When Erika Schultz was a child, she remembers how she felt one of the first times she had her photograph taken. The combination of excitement and nervousness is something she thinks about every time she shoots a portrait. The feeling crossed my mind too, when on a recent Friday night, The Seattle Times staff photographer took my photo.
Socially, Erika is remarkably thoughtful and polite. Behind the camera, she’s commanding – in a state of professional and creative flow.
“One baby step left for me,” she says, eyes narrowing. Looking through me rather than at me, she’s focused on something beyond what I and passersby can see.
Schultz grew up in central Wyoming, and as a teenager, was eager to get out of the state. So her father drew a circle around her hometown. Inside, were all the places he could get to in a day’s drive. Everything outside, would be too far from home. Schultz chose to go west. While a university in Flagstaff, Arizona, was just outside of the circle, with her mother’s support, she was able to convince him to let her go.
In Arizona, Schultz worked at her school’s newspaper full-time in exchange for a partial scholarship. A photojournalism professor opened her up to new ideas. During this time she shot a photo series about the lives of Arizona senior citizens. This brought her to senior beauty pageants, spending multiple days and nights with a Navajo elder and sheep herder and crossing the border with elderly men and women who crossed the U.S.-Mexico border to buy prescription medication. She also spent time with the iconic southwest adventurer and environmentalist, Katie Lee, who at the time was still rafting down the Colorado River in her 80s. That idea she pitched to the Alexia Foundation – a nonprofit that offers grants to students and professional journalists – which gave her funding to study in London, and eventually got her foot in the door at one of the most reputable newspapers of the Pacific Northwest: The Seattle Times.
Twelve years later, Schultz is a staff photojournalist with the Times. In recent years, Seattle as a city has to come to face some of its biggest challenges: income inequality, rising housing costs, homelessness and gentrification. Covering these stories in a way that’s authentic, but also compassionate and empathetic, has proved challenging for Schultz and her colleagues.
“The challenge is being real about the [hardships] people face, but also doing it with dignity,” Schultz says. “So that they feel proud of the image, and that it’s fair. I want the images to be real, but I also want the images to reflect who they are and make sure that it’s done with a sense of agency – their agency.”
One of her recent projects aimed to document the lives of Seattle residents living unsheltered. At the time, The Seattle Times was covering homelessness and rising inequality from a newsgathering perspective. Schultz was part of a team that had the idea to create a collaborative journal with community members who were living in encampments south of the city.
“We had the idea to create a journal that would give community members who were living outside an opportunity to write about their challenges, their hopes, their lives and what they want the community to know about them,” she says.
After each person worked on their journal entry, Schultz asked them how they would like to be photographed and where.
“Some would say I trust you, do what you think would be nice,” she says.
Others had their own vision. The experience taught Schultz to ask questions about how someone feels comfortable being seen.
“One man wanted to smile, but he didn’t want to show a missing tooth,” Schultz says.
With this project, and with others, Schultz says visual storytelling requires collaborating with the person whose image she is capturing, so that they feel it accurately represents who they are and their experience.
“I think there’s a misconception that you show up and take pictures,” Schultz says. “Often with visual projects, the majority of the work – a big part of the work – is creating the framework for participation; helping a community member understand what it means being a part of the story.”
“Sometimes the most important work is the work you do before and after you take the photo or shoot the video. This is rooted in collaboration,” says Schultz, who strays from using the word “subject” when referring to the communities she photographs.
“They are the experts and often I’m the one that’s learning,” she says.
Collaboration also fuels Schultz’ dynamic with her colleagues at the Seattle Times, where she says she is surrounded by strong women in the newspaper’s photo and video department. She also teaches visual journalism at the University of Washington, where she learns from her students who bring new methods into the classroom.
“We need journalism to help people understand the world,” Schultz says. “Photos give a broader understanding of the world you live in – of what it’s like to walk in someone else’s shoes for a while.”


WHAT YOU HAVE TO DO: Please keep the images out and set down the data exactly as given.
──────── EXTRACTED RECORDS ────────
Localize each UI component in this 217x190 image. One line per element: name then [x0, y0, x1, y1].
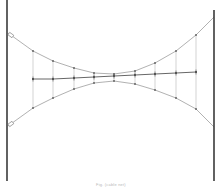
anchor-icons [8, 32, 14, 126]
node-marker [52, 60, 54, 62]
node-marker [175, 50, 177, 52]
node-marker [32, 50, 34, 52]
ties [33, 35, 196, 109]
nodes [32, 34, 197, 110]
node-marker [113, 80, 115, 82]
node-marker [154, 62, 156, 64]
lower-cable [8, 81, 214, 127]
node-marker [73, 67, 75, 69]
node-marker [93, 82, 95, 84]
node-marker [73, 88, 75, 90]
node-marker [32, 107, 34, 109]
node-marker [52, 97, 54, 99]
figure-caption: Fig. (cable net) [96, 182, 126, 187]
node-marker [134, 83, 136, 85]
anchor-clamp-icon [8, 32, 14, 37]
node-marker [134, 70, 136, 72]
upper-cable [8, 17, 214, 74]
cable-net-diagram [0, 0, 217, 190]
node-marker [93, 72, 95, 74]
node-marker [195, 34, 197, 36]
node-marker [154, 89, 156, 91]
node-marker [175, 97, 177, 99]
anchor-clamp-icon [8, 121, 14, 126]
node-marker [195, 108, 197, 110]
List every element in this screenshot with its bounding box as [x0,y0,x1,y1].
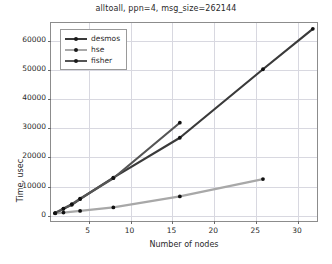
data-point-hse [178,195,182,199]
data-point-fisher [178,121,182,125]
data-point-hse [111,206,115,210]
y-tick-label: 50000 [2,64,46,73]
y-tickmark [48,99,51,100]
y-tick-label: 40000 [2,93,46,102]
x-tickmark [131,221,132,224]
data-point-fisher [70,202,74,206]
y-tickmark [48,187,51,188]
data-point-desmos [311,27,315,31]
x-tickmark [256,221,257,224]
x-tick-label: 10 [115,226,145,235]
y-tickmark [48,216,51,217]
y-tickmark [48,70,51,71]
y-tick-label: 60000 [2,35,46,44]
legend-marker-icon [74,37,78,41]
data-point-hse [261,177,265,181]
data-point-fisher [78,197,82,201]
legend-label-desmos: desmos [91,33,120,44]
y-tick-label: 20000 [2,151,46,160]
chart-title: alltoall, ppn=4, msg_size=262144 [0,4,332,13]
data-point-fisher [62,207,66,211]
x-tickmark [172,221,173,224]
figure-canvas: alltoall, ppn=4, msg_size=262144 Time, u… [0,0,332,264]
legend-marker-icon [74,59,78,63]
y-tick-label: 0 [2,210,46,219]
x-tickmark [298,221,299,224]
legend: desmos hse fisher [60,29,127,70]
legend-item-hse[interactable]: hse [65,44,120,55]
legend-item-fisher[interactable]: fisher [65,55,120,66]
x-tick-label: 15 [156,226,186,235]
legend-marker-icon [74,48,78,52]
data-point-hse [62,211,66,215]
legend-swatch-fisher [65,57,87,64]
legend-swatch-desmos [65,35,87,42]
x-tick-label: 25 [240,226,270,235]
y-tickmark [48,128,51,129]
legend-swatch-hse [65,46,87,53]
x-axis-label: Number of nodes [50,240,318,249]
y-tick-label: 10000 [2,181,46,190]
x-tick-label: 30 [282,226,312,235]
y-tickmark [48,41,51,42]
data-point-desmos [178,136,182,140]
legend-label-hse: hse [91,44,104,55]
legend-item-desmos[interactable]: desmos [65,33,120,44]
y-tick-label: 30000 [2,122,46,131]
data-point-fisher [111,176,115,180]
data-point-fisher [53,211,57,215]
x-tickmark [89,221,90,224]
y-tickmark [48,157,51,158]
plot-area: desmos hse fisher [50,22,318,222]
data-point-hse [78,209,82,213]
x-tickmark [214,221,215,224]
x-tick-label: 20 [198,226,228,235]
data-point-desmos [261,67,265,71]
legend-label-fisher: fisher [91,55,112,66]
x-tick-label: 5 [73,226,103,235]
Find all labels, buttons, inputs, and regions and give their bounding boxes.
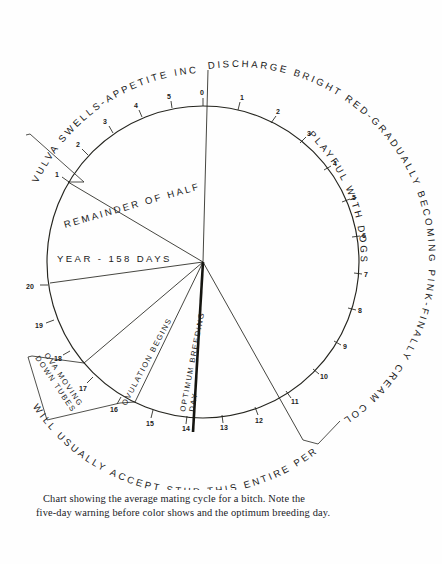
label-playful-with-dogs: PLAYFUL WITH DOGS <box>307 129 370 265</box>
label-remainder-of-half-year: REMAINDER OF HALF YEAR - 158 DAYS <box>57 180 202 264</box>
tick-label-15: 15 <box>146 420 154 427</box>
tick-label-17: 17 <box>79 385 87 392</box>
tick-label-14r: 14 <box>182 425 190 432</box>
tick-label-0: 0 <box>200 89 204 96</box>
radial-day-20 <box>50 262 203 283</box>
tick-l1 <box>62 177 69 182</box>
tick-7 <box>354 273 362 274</box>
tick-label-4l: 4 <box>134 102 138 109</box>
tick-l4 <box>139 110 142 117</box>
tick-2 <box>271 116 276 123</box>
radial-day-0 <box>203 70 208 262</box>
label-remainder-line1: REMAINDER OF HALF <box>63 180 202 230</box>
tick-19 <box>46 320 54 323</box>
label-discharge-text: DISCHARGE BRIGHT RED-GRADUALLY BECOMING … <box>0 0 438 428</box>
tick-label-20: 20 <box>26 283 34 290</box>
label-playful-with-dogs-text: PLAYFUL WITH DOGS <box>307 129 370 265</box>
tick-15 <box>151 410 153 418</box>
tick-label-1l: 1 <box>55 171 59 178</box>
label-discharge: DISCHARGE BRIGHT RED-GRADUALLY BECOMING … <box>0 0 438 428</box>
chart-page: 0 1 2 3 4 5 6 7 8 9 10 11 12 13 14 15 16… <box>0 0 442 564</box>
tick-label-5l: 5 <box>167 93 171 100</box>
tick-numbers-left-warning: 1 2 3 4 5 <box>55 93 171 178</box>
label-ovulation-begins: OVULATION BEGINS <box>120 316 174 407</box>
tick-18 <box>63 351 70 355</box>
radial-day-11 <box>203 262 303 440</box>
label-remainder-line2: YEAR - 158 DAYS <box>57 253 172 264</box>
tick-label-1r: 1 <box>240 94 244 101</box>
radial-day-18 <box>84 262 203 363</box>
tick-label-2l: 2 <box>76 141 80 148</box>
tick-4 <box>324 166 331 170</box>
leader-color-end <box>303 421 340 444</box>
tick-label-8r: 8 <box>358 307 362 314</box>
tick-label-13r: 13 <box>220 424 228 431</box>
tick-numbers-right: 0 1 2 3 4 5 6 7 8 9 10 11 12 13 14 <box>182 89 368 432</box>
tick-label-19: 19 <box>35 322 43 329</box>
caption-line-1: Chart showing the average mating cycle f… <box>36 492 408 506</box>
tick-marks-right <box>186 98 362 424</box>
tick-label-7r: 7 <box>364 271 368 278</box>
tick-label-3l: 3 <box>103 118 107 125</box>
tick-l3 <box>109 126 113 133</box>
tick-17 <box>87 377 93 383</box>
caption-line-2: five-day warning before color shows and … <box>36 506 408 520</box>
tick-label-16: 16 <box>110 406 118 413</box>
tick-label-9r: 9 <box>343 343 347 350</box>
tick-label-2r: 2 <box>276 108 280 115</box>
tick-label-10r: 10 <box>320 373 328 380</box>
tick-label-12r: 12 <box>255 417 263 424</box>
tick-label-11r: 11 <box>291 398 299 405</box>
figure-caption: Chart showing the average mating cycle f… <box>36 492 408 520</box>
mating-cycle-chart: 0 1 2 3 4 5 6 7 8 9 10 11 12 13 14 15 16… <box>0 0 442 490</box>
tick-l2 <box>82 149 88 155</box>
tick-1 <box>238 102 240 110</box>
label-optimum-breeding-day: OPTIMUM BREEDING DAY <box>178 311 206 412</box>
tick-marks-lower-left <box>40 285 153 418</box>
tick-l5 <box>171 101 172 108</box>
────────
TASK SOLUTION:
Localize each UI component in this 217x190 image. One line per element: name then [x0, y0, x1, y1].
anchor-icons [8, 32, 14, 126]
node-marker [52, 60, 54, 62]
node-marker [175, 50, 177, 52]
node-marker [32, 50, 34, 52]
ties [33, 35, 196, 109]
nodes [32, 34, 197, 110]
node-marker [113, 80, 115, 82]
node-marker [154, 62, 156, 64]
lower-cable [8, 81, 214, 127]
node-marker [73, 67, 75, 69]
node-marker [93, 82, 95, 84]
node-marker [73, 88, 75, 90]
node-marker [32, 107, 34, 109]
node-marker [52, 97, 54, 99]
figure-caption: Fig. (cable net) [96, 182, 126, 187]
node-marker [134, 83, 136, 85]
anchor-clamp-icon [8, 32, 14, 37]
node-marker [134, 70, 136, 72]
upper-cable [8, 17, 214, 74]
cable-net-diagram [0, 0, 217, 190]
node-marker [93, 72, 95, 74]
node-marker [195, 34, 197, 36]
node-marker [154, 89, 156, 91]
node-marker [175, 97, 177, 99]
anchor-clamp-icon [8, 121, 14, 126]
node-marker [195, 108, 197, 110]
List every element in this screenshot with its bounding box as [x0,y0,x1,y1].
data-point-hse [178,195,182,199]
data-point-fisher [178,121,182,125]
data-point-hse [111,206,115,210]
y-tick-label: 50000 [2,64,46,73]
y-tickmark [48,99,51,100]
y-tick-label: 40000 [2,93,46,102]
x-tickmark [131,221,132,224]
data-point-fisher [70,202,74,206]
y-tickmark [48,187,51,188]
data-point-desmos [311,27,315,31]
x-tickmark [256,221,257,224]
x-tick-label: 10 [115,226,145,235]
y-tickmark [48,216,51,217]
y-tickmark [48,70,51,71]
y-tick-label: 60000 [2,35,46,44]
legend-marker-icon [74,37,78,41]
data-point-hse [261,177,265,181]
data-point-fisher [78,197,82,201]
legend-label-desmos: desmos [91,33,120,44]
y-tick-label: 20000 [2,151,46,160]
chart-title: alltoall, ppn=4, msg_size=262144 [0,4,332,13]
data-point-fisher [62,207,66,211]
x-tickmark [172,221,173,224]
figure-canvas: alltoall, ppn=4, msg_size=262144 Time, u… [0,0,332,264]
legend-marker-icon [74,59,78,63]
y-tick-label: 0 [2,210,46,219]
x-tickmark [298,221,299,224]
legend: desmos hse fisher [60,29,127,70]
legend-item-hse[interactable]: hse [65,44,120,55]
legend-item-fisher[interactable]: fisher [65,55,120,66]
x-tick-label: 15 [156,226,186,235]
legend-marker-icon [74,48,78,52]
data-point-hse [62,211,66,215]
legend-swatch-fisher [65,57,87,64]
legend-swatch-desmos [65,35,87,42]
x-tick-label: 25 [240,226,270,235]
y-tickmark [48,128,51,129]
legend-swatch-hse [65,46,87,53]
x-axis-label: Number of nodes [50,240,318,249]
y-tick-label: 10000 [2,181,46,190]
x-tick-label: 30 [282,226,312,235]
y-tickmark [48,41,51,42]
data-point-desmos [178,136,182,140]
legend-label-hse: hse [91,44,104,55]
legend-item-desmos[interactable]: desmos [65,33,120,44]
y-tick-label: 30000 [2,122,46,131]
data-point-fisher [111,176,115,180]
data-point-fisher [53,211,57,215]
x-tickmark [89,221,90,224]
y-tickmark [48,157,51,158]
plot-area: desmos hse fisher [50,22,318,222]
data-point-hse [78,209,82,213]
x-tickmark [214,221,215,224]
x-tick-label: 20 [198,226,228,235]
data-point-desmos [261,67,265,71]
legend-label-fisher: fisher [91,55,112,66]
x-tick-label: 5 [73,226,103,235]
Find all labels, buttons, inputs, and regions and give their bounding boxes.
label-playful-with-dogs: PLAYFUL WITH DOGS <box>307 129 370 265</box>
label-remainder-of-half-year: REMAINDER OF HALF YEAR - 158 DAYS <box>57 180 202 264</box>
tick-label-15: 15 <box>146 420 154 427</box>
tick-label-17: 17 <box>79 385 87 392</box>
tick-label-14r: 14 <box>182 425 190 432</box>
tick-label-0: 0 <box>200 89 204 96</box>
radial-day-20 <box>50 262 203 283</box>
tick-l1 <box>62 177 69 182</box>
tick-7 <box>354 273 362 274</box>
tick-label-4l: 4 <box>134 102 138 109</box>
tick-l4 <box>139 110 142 117</box>
tick-2 <box>271 116 276 123</box>
radial-day-0 <box>203 70 208 262</box>
label-remainder-line1: REMAINDER OF HALF <box>63 180 202 230</box>
tick-19 <box>46 320 54 323</box>
label-discharge-text: DISCHARGE BRIGHT RED-GRADUALLY BECOMING … <box>0 0 438 428</box>
tick-label-20: 20 <box>26 283 34 290</box>
label-playful-with-dogs-text: PLAYFUL WITH DOGS <box>307 129 370 265</box>
tick-15 <box>151 410 153 418</box>
tick-label-1l: 1 <box>55 171 59 178</box>
label-discharge: DISCHARGE BRIGHT RED-GRADUALLY BECOMING … <box>0 0 438 428</box>
chart-page: 0 1 2 3 4 5 6 7 8 9 10 11 12 13 14 15 16… <box>0 0 442 564</box>
tick-label-5l: 5 <box>167 93 171 100</box>
tick-numbers-left-warning: 1 2 3 4 5 <box>55 93 171 178</box>
label-ovulation-begins: OVULATION BEGINS <box>120 316 174 407</box>
tick-18 <box>63 351 70 355</box>
radial-day-11 <box>203 262 303 440</box>
label-remainder-line2: YEAR - 158 DAYS <box>57 253 172 264</box>
tick-label-1r: 1 <box>240 94 244 101</box>
radial-day-18 <box>84 262 203 363</box>
tick-label-2l: 2 <box>76 141 80 148</box>
tick-4 <box>324 166 331 170</box>
leader-color-end <box>303 421 340 444</box>
tick-label-8r: 8 <box>358 307 362 314</box>
tick-label-13r: 13 <box>220 424 228 431</box>
tick-numbers-right: 0 1 2 3 4 5 6 7 8 9 10 11 12 13 14 <box>182 89 368 432</box>
tick-label-19: 19 <box>35 322 43 329</box>
caption-line-1: Chart showing the average mating cycle f… <box>36 492 408 506</box>
tick-marks-right <box>186 98 362 424</box>
tick-label-7r: 7 <box>364 271 368 278</box>
tick-label-3l: 3 <box>103 118 107 125</box>
tick-l3 <box>109 126 113 133</box>
tick-17 <box>87 377 93 383</box>
caption-line-2: five-day warning before color shows and … <box>36 506 408 520</box>
tick-label-16: 16 <box>110 406 118 413</box>
tick-label-9r: 9 <box>343 343 347 350</box>
tick-label-2r: 2 <box>276 108 280 115</box>
tick-label-10r: 10 <box>320 373 328 380</box>
tick-label-12r: 12 <box>255 417 263 424</box>
tick-label-11r: 11 <box>291 398 299 405</box>
figure-caption: Chart showing the average mating cycle f… <box>36 492 408 520</box>
mating-cycle-chart: 0 1 2 3 4 5 6 7 8 9 10 11 12 13 14 15 16… <box>0 0 442 490</box>
tick-l2 <box>82 149 88 155</box>
tick-1 <box>238 102 240 110</box>
label-optimum-breeding-day: OPTIMUM BREEDING DAY <box>178 311 206 412</box>
tick-marks-lower-left <box>40 285 153 418</box>
tick-l5 <box>171 101 172 108</box>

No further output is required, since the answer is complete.